Certain heat resistance and erosion resistance.
Due to the generally complicated structure of plastic molds, it requires low surface roughness and high precision for the cavity and excellent technical performance should be ensured. The specific requirement is as follows:
a) Slight deformation during heat treatment and sound hardenability.
b) Sound performance for cutting processing and superior polishing property and abrasion resistance.
c) For plastic molds employing cold extrusion forming process, it requires sound cold extrusion molding ability, and to make it convenient for molding, the hardness after anneal should be low, the plasticity good, and deformation resistance small. The deformation resistance after quenching is high.
d) Other processing properties, such as forging and jointing properties, should be fine.
Due to the enormous diversity of plastic materials and the widely varied requirements for plastic products, various requirements for the performance of plastic injection mold steel have been laid down. Therefore, many industrially developed countries have created an extensive range of plastic mold steel series, including carbon steel, carburized plastic mold steel, aging hardening plastic mold steel, corrosion resistant plastic mold steel, free machining plastic mold steel, through-hardening plastic mold steel, maraging plastic mold steel and mirror polishing plastic mold steel, etc.
Continuously growing activity in the area of the engineering plastics led to the necessity of developing new low-cost, high-performance plastic mold steels. In fact, when it is necessary to fabricate large plastic components, plastic mold steel exhibits low fracture toughness and highly inhomogeneous microstructures (continuously varying from surface to core), as obtained from the pre-hardening (quenching and tempering) of large blooms.
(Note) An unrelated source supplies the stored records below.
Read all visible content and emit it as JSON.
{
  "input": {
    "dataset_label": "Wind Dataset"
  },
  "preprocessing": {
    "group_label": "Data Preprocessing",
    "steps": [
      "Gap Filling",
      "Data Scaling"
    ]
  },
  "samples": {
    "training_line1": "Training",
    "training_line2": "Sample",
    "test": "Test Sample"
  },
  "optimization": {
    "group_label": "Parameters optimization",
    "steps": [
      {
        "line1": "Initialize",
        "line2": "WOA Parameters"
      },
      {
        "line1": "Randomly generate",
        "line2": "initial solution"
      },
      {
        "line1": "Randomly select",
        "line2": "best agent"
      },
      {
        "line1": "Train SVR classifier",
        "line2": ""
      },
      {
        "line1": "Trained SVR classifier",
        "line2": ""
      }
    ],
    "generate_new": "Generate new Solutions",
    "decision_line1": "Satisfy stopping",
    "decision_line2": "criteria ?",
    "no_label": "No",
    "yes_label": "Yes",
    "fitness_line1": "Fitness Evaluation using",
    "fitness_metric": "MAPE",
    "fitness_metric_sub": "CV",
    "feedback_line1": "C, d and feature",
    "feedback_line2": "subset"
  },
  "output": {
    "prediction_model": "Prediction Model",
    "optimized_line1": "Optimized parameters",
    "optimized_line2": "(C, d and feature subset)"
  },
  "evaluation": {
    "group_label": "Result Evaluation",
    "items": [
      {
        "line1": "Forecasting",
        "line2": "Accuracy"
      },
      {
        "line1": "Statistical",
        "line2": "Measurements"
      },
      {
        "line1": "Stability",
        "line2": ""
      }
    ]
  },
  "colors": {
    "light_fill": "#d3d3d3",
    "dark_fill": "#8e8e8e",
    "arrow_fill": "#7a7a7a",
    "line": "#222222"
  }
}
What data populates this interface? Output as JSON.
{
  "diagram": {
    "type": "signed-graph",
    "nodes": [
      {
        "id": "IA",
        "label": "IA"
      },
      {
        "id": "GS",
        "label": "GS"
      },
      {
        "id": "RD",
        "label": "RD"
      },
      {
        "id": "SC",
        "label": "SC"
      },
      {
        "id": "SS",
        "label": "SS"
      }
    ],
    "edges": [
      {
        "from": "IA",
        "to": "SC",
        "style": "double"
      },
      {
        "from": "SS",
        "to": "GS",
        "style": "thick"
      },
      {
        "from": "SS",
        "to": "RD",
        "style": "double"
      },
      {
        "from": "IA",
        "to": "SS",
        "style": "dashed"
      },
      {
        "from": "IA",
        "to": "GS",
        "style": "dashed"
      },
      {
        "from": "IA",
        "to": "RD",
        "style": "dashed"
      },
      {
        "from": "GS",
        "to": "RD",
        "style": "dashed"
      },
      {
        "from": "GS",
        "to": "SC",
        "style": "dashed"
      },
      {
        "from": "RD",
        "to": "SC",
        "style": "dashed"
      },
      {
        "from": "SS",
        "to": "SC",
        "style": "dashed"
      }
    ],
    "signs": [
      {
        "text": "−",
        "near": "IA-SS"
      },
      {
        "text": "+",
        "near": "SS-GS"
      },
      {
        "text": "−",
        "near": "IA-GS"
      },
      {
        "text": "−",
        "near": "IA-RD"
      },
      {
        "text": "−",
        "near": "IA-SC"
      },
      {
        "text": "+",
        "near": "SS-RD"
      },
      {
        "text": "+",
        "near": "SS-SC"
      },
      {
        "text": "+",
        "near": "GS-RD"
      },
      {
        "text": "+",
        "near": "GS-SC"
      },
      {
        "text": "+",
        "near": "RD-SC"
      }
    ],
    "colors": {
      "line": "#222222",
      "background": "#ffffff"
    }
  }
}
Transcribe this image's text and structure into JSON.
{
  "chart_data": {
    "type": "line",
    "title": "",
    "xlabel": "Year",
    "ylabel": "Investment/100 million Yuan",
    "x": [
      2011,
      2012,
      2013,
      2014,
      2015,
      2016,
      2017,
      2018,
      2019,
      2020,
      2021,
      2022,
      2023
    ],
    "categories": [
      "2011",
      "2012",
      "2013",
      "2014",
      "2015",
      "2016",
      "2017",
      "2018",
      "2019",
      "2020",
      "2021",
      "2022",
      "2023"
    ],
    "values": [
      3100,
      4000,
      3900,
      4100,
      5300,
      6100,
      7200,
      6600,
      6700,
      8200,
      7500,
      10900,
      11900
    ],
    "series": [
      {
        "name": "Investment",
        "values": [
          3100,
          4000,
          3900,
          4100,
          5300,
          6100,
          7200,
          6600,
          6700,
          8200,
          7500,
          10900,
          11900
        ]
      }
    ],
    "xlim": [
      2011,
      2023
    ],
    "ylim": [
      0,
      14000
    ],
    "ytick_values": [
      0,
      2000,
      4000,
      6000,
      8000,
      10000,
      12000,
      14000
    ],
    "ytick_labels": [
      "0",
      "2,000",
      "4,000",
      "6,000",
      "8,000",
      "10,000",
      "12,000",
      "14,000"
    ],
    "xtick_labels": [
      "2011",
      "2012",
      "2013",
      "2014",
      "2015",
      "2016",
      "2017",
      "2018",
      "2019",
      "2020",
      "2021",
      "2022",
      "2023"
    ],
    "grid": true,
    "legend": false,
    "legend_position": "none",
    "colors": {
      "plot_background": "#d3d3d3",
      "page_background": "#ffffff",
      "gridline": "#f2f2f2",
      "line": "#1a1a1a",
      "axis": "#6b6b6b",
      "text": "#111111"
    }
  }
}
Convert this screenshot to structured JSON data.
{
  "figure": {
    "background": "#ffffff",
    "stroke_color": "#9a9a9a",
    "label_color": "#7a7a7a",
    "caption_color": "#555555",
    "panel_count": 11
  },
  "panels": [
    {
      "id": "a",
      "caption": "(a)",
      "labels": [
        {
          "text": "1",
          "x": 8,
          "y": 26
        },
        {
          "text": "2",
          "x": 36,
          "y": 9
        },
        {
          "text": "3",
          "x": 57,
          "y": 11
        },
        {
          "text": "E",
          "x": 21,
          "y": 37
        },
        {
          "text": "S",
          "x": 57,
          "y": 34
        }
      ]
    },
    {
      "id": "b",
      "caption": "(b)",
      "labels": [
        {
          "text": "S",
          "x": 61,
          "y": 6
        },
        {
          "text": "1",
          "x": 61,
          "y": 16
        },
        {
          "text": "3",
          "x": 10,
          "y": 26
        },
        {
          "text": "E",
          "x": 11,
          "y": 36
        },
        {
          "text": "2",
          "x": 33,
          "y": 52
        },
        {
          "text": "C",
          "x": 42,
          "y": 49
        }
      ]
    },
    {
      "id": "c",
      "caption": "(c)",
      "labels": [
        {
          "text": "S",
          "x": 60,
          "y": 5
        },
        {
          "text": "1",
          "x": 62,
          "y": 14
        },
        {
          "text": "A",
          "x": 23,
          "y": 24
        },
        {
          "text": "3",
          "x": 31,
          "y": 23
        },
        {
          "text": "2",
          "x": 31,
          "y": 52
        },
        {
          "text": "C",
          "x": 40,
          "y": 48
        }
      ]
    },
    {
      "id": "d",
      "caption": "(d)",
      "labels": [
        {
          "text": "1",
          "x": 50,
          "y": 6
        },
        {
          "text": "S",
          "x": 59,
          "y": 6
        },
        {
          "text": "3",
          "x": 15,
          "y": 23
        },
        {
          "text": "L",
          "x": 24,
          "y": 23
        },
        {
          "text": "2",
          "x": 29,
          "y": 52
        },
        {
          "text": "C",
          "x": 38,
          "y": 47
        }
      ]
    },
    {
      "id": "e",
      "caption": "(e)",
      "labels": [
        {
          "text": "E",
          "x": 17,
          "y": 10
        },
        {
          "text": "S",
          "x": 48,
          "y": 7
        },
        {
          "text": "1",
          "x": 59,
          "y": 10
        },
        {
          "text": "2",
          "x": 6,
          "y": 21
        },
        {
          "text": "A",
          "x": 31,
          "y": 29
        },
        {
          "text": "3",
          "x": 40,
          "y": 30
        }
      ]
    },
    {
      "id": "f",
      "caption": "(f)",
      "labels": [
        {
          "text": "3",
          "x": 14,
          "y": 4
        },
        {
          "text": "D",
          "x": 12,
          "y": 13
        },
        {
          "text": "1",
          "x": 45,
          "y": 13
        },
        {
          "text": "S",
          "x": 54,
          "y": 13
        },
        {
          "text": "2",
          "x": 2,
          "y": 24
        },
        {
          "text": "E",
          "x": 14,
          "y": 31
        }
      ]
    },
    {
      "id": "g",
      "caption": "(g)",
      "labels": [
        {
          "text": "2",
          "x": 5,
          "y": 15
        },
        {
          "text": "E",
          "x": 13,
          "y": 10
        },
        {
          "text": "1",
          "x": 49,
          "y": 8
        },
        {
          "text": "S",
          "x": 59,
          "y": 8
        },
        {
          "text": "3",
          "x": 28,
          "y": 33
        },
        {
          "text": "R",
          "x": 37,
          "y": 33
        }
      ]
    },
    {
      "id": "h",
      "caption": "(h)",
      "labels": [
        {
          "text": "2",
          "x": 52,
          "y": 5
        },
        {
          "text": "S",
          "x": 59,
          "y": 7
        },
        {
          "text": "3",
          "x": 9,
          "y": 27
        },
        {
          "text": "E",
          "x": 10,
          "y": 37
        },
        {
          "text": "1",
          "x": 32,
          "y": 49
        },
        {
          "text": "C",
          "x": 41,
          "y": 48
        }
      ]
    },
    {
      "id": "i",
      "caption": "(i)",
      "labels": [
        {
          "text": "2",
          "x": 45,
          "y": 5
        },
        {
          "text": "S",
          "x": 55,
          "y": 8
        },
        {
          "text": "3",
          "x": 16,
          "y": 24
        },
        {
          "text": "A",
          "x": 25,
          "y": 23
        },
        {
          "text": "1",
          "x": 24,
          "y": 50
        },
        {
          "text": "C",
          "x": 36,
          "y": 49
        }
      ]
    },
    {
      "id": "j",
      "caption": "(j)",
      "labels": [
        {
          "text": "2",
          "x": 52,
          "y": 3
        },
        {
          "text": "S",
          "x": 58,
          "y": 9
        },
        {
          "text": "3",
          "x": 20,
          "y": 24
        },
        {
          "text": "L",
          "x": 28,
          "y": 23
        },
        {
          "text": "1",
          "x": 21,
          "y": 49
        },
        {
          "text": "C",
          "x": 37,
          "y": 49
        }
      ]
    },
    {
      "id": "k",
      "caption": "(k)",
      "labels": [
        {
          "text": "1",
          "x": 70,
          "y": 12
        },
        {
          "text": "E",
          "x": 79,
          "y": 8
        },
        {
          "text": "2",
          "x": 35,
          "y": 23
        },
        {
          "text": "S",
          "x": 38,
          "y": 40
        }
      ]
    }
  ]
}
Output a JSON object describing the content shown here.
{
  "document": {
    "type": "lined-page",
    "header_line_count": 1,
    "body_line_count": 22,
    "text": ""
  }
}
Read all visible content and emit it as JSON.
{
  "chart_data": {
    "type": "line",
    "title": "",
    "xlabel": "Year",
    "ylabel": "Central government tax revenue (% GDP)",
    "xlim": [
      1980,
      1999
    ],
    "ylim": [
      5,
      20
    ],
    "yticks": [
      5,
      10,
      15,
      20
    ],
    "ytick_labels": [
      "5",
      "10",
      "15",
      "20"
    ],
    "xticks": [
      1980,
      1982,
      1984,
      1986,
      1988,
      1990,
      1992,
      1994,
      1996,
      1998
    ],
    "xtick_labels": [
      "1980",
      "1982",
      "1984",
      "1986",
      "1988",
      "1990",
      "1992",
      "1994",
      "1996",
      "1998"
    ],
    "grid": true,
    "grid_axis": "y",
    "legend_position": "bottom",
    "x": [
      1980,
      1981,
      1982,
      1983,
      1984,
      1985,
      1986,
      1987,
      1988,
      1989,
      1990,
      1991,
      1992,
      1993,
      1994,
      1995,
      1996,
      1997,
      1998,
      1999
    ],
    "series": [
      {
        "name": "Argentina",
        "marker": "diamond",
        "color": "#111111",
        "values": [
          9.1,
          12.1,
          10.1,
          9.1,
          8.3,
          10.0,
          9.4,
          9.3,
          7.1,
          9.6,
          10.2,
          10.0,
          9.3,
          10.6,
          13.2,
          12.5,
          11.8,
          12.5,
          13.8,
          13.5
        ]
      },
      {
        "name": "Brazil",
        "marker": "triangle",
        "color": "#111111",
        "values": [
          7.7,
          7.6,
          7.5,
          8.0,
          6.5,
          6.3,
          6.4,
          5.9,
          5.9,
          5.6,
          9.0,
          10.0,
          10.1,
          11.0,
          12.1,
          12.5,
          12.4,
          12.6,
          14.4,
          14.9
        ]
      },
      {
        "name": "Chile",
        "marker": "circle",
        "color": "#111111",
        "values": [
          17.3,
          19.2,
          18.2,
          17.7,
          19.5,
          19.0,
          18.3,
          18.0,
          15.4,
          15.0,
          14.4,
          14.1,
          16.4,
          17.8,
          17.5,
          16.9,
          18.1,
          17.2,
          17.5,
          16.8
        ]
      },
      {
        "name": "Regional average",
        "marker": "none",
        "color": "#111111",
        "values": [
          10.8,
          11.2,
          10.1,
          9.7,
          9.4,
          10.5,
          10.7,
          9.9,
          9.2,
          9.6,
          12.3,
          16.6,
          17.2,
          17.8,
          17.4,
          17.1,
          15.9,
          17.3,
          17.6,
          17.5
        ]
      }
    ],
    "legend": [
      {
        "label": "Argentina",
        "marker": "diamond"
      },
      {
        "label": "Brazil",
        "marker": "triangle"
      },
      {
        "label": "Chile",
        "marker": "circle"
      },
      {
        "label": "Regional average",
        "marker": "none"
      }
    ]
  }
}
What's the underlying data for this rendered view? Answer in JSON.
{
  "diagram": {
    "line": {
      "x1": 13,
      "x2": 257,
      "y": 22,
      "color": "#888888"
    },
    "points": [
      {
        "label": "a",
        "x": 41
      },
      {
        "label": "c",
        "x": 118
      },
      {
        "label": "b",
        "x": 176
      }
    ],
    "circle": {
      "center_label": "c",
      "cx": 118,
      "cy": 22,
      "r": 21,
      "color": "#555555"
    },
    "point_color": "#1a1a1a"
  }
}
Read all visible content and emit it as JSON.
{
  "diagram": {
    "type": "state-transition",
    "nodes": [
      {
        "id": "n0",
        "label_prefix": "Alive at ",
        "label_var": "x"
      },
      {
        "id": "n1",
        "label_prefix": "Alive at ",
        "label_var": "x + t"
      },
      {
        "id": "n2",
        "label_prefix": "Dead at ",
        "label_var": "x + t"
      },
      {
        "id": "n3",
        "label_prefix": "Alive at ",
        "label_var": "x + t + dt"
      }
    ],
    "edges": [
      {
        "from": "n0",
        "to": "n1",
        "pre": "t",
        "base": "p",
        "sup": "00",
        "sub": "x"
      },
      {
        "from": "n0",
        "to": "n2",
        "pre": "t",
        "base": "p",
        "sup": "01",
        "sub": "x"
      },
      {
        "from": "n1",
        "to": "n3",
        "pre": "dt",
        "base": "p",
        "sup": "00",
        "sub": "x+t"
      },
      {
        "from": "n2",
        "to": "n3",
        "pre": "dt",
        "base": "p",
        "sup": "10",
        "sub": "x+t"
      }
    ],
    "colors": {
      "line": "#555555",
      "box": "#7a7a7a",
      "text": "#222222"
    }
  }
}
New alloys and alternative manufacturing routes may allow us to obtain plastic injection molds with good mechanical, wear and weldability properties. Precipitation hardening tool steels are being proposed for such an application, yielding improved mechanical properties and lower overall costs and lead-times.
Pre-hardened mould steels are widely used for manufacturing mould for plastic. Because these steels are quenched and tempered to 30÷40 HRC, then manufactured into mould for plastic directly, the deformation and cracking of mould resulted from heat treatment can then be avoided. But this kind of steel is sometimes difficult to machine and good machinability of such mould steel is requested as standard.
One way to meet this requirement is to add a free-cutting element to steel. However, this method is not feasible. For example, if sulfur is added, the surface quality of the plastic product might be damaged because the area gathering large amounts of sulphide in steel deteriorates the etching property of mold. If expensive elements, such as selenium, tellurium, bismuth or zirconium are added, the cost will be increased; and if lead is added, the environmental impact would be too great.
Another way is to precisely control the composition, morphology and plasticity of nonmetallic inclusion in steel products. The strong influence of composition regulation during steel making on inclusion precipitation has been known for many years.